Does anyone really profess to be surprised or amazed that Donald Trump would heap praise on Vladimir Putin over his attempted takeover of a sovereign nation?

Donald, let us remember, once referred to North Korean Marxist dictator Kim Jong Un as a “smart cookie,” and professed to have “fallen in love” with the guy who starves his people to death while living in luxury and spending lots of money developing nuclear weapons.

He also has lamented how strongmen in other countries get tons of praise from local media, apparently ignoring the obvious fact that the government in those countries control the media; that ain’t the case in the United States of America, where the nation’s founders took great care to ensure that the media are free of government interference.

Now he calls his pal Vlad’s declaring the independence of two breakaway Ukraine provinces “savvy” for making that statement. All Putin did was provoke President Biden into invoking economic sanctions against Russia.

Yeah, Donald loves dictators. He wishes he could become one of them. Indeed, he made an effort at it on 1/6 in his effort to overturn the results of the 2020 presidential election.

The dipsh** should be heading for prison.

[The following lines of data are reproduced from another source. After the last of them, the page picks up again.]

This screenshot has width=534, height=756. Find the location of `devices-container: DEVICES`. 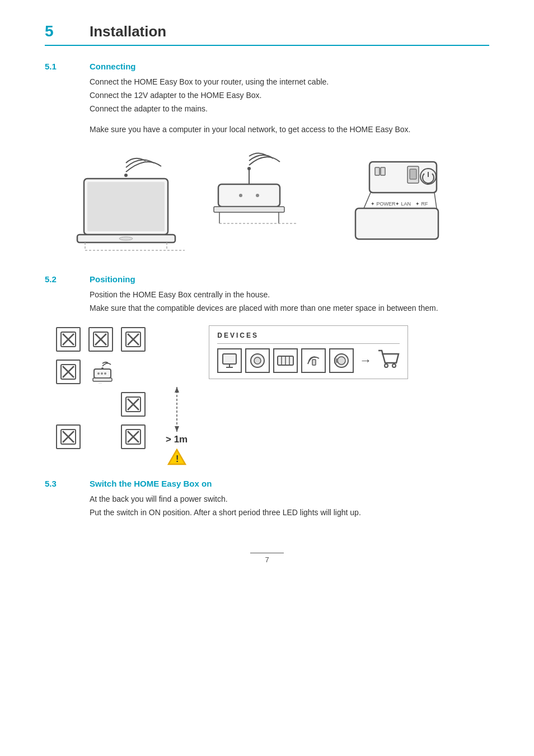

devices-container: DEVICES is located at coordinates (308, 352).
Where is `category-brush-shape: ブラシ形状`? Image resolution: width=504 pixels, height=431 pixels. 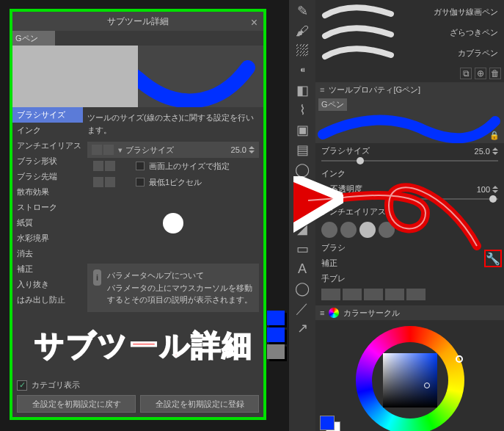 category-brush-shape: ブラシ形状 is located at coordinates (48, 162).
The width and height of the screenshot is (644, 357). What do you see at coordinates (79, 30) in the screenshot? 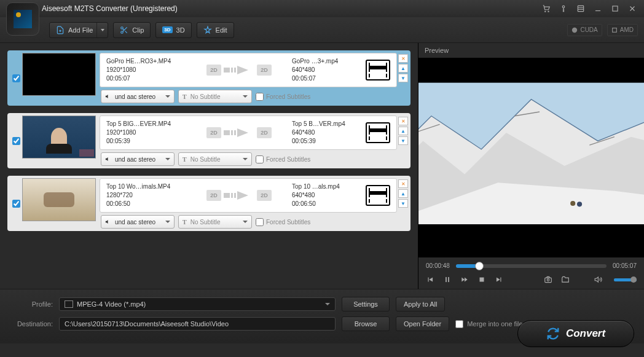
I see `add-file-button: Add File` at bounding box center [79, 30].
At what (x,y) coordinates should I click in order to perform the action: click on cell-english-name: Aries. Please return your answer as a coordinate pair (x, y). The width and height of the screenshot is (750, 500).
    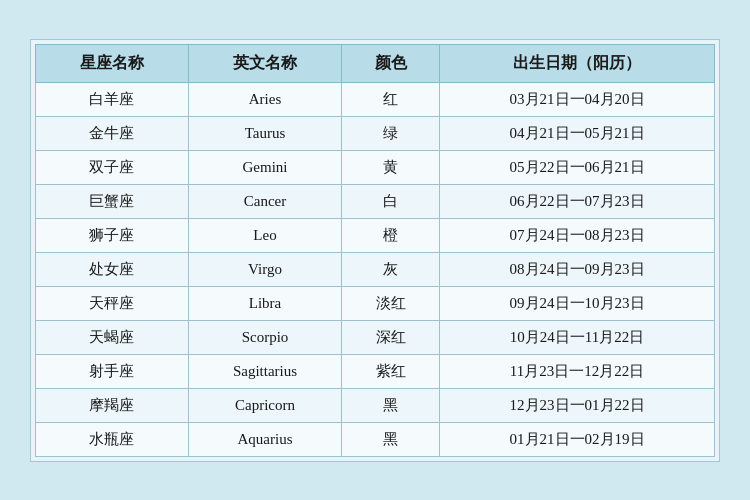
    Looking at the image, I should click on (264, 99).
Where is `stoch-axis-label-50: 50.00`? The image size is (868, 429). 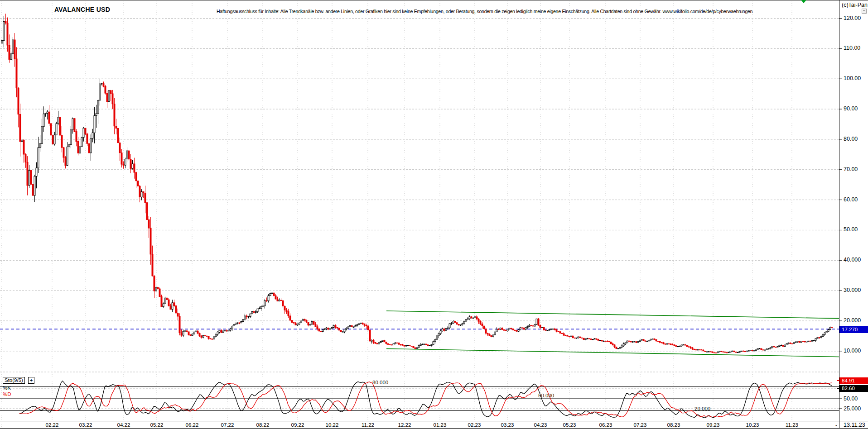 stoch-axis-label-50: 50.00 is located at coordinates (851, 399).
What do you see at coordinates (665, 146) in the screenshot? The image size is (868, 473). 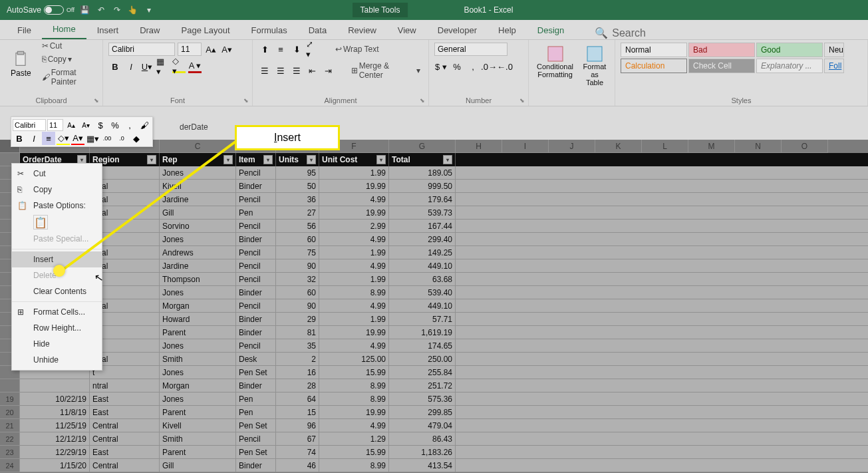 I see `col-header-l: L` at bounding box center [665, 146].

johnkanelis_92@hotmail.com

No privilege to invoke

Peter Navarro is the latest Donald Trump adviser to face a subpoena by the 1/6 House select committee, which has summoned him to testify before the panel that is searching for the truth behind what happened when the traitorous mob stormed Capitol Hill.

Navarro served as a trade adviser to Trump. He is now trying to invoke “executive privilege” in resisting the committee’s order for him to talk about what he knew about what happened in the White House while the mob was rioting.

Hmm. OK. He has no right under the law to invoke any privilege. There’s that.

Nor does Donald Trump have any right to invoke such privilege. Why? Because he is no longer the president. Joe Biden, the man who beat him in the 2020 election, has declared categorically that he will not allow any executive privilege for his predecessor. There’s that, too.

I’ll restate once more: The committee is legally constituted. It has the authority to order people to testify. The speaker of the House selected the bipartisan panel and gave the committee its assignment: get the truth behind the riot and seek solutions to prevent it from recurring.

Peter Navarro is an economist who provided Trump with advice on trade policy. He has been called a “lousy economist,” but that’s really beside the point. The real point is that he is close to Trump. He knows a lot of what happened on that terrible day. Navarro has been ordered to testify. He faces criminal indictment by the Justice Department if he refuses.

if this guy has a lick of sense — and that’s debatable, to be sure — he will sit before the select committee, take the oath to tell the truth and then … tell the truth.